What we do know are two things:

  1. Over the long term, a good process leads to good outcomes
  2. We have more control over the process than outcomes

We all know we should direct more of our energy and attention to items we have more influence and control over. It’s obvious. But just because something is obvious doesn’t mean we do it. I know I should exercise 3-5 times per week. I know I shouldn’t try that new chicken sandwich for the 4th time. We know what the correct behavior is but we still don’t engage in it. When it comes to investing our clients’ dollars, we know we should focus our energy and attention on our process and we hold ourselves to it.


Understanding the underlying fund manager’s process is just as important as making sure we have our own disciplined process in place. Evaluating good investment performance is not just crunching performance numbers, but understanding how a portfolio manager‘s process ultimately delivers the long-term results clients seek. By focusing exclusively on short-term outcomes, investors are ultimately led astray. This focus on the short-term is understandable as it is a product of a culture focused on timing and selection. Although understandable to feel this way, your investment outcomes will likely suffer if you act this way.


We believe decision-makers should position themselves to think about investment selection with these points in mind:

  1. Recognize investing is a probabilistic exercise. With any probabilistic situation, success requires developing a disciplined process.
  2. Acknowledge that even the best process will produce bad results some of the time.
  3. The best practitioners in all probabilistic fields not only focus on process but appreciate the role time has in delivering outcomes.

Additionally, we consider these core principles and practices as foundational to our investment process:

  1. Asset Allocation - the long-term portfolio mix of stocks, bonds, and cash
  2. Diversification – an expression of humility
  3. Rebalancing - returning the portfolio to its target allocation.

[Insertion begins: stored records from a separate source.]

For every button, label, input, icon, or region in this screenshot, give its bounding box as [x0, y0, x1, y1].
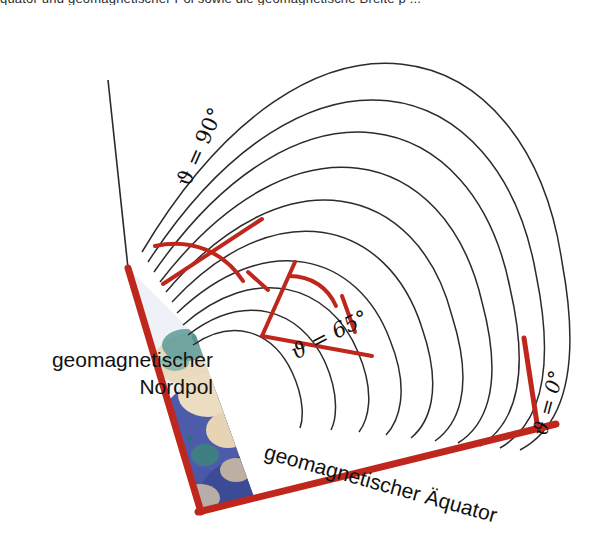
- label-geomagnetic-north-pole: geomagnetischer Nordpol: [8, 347, 213, 401]
- label-north-line2: Nordpol: [8, 374, 213, 401]
- angle-marker-90: [155, 219, 268, 290]
- equator-axis-line: [198, 424, 556, 512]
- label-north-line1: geomagnetischer: [8, 347, 213, 374]
- diagram-canvas: [0, 0, 599, 560]
- geomagnetic-field-diagram: quator und geomagnetischer Pol sowie die…: [0, 0, 599, 560]
- polar-axis-extension: [108, 80, 128, 268]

Part art, part science.
  4. Faith in the future - history should make optimists of us all
  5. Patience - tolerance and restraint in the face of provocation
  6. Discipline - the decision to keep following your process

For over 35 years, this focus on process has helped us provide countless successful outcomes to the families that we serve. 


Former Treasury Secretary Robert Rubin puts it nicely:

“Any individual decision can be badly thought through, and yet be successful, or exceedingly well thought through, but be unsuccessful. But over time, more thoughtful decision-making will lead to better results, and more thoughtful decision-making can be encouraged by evaluating on how well they were made rather than an outcome.”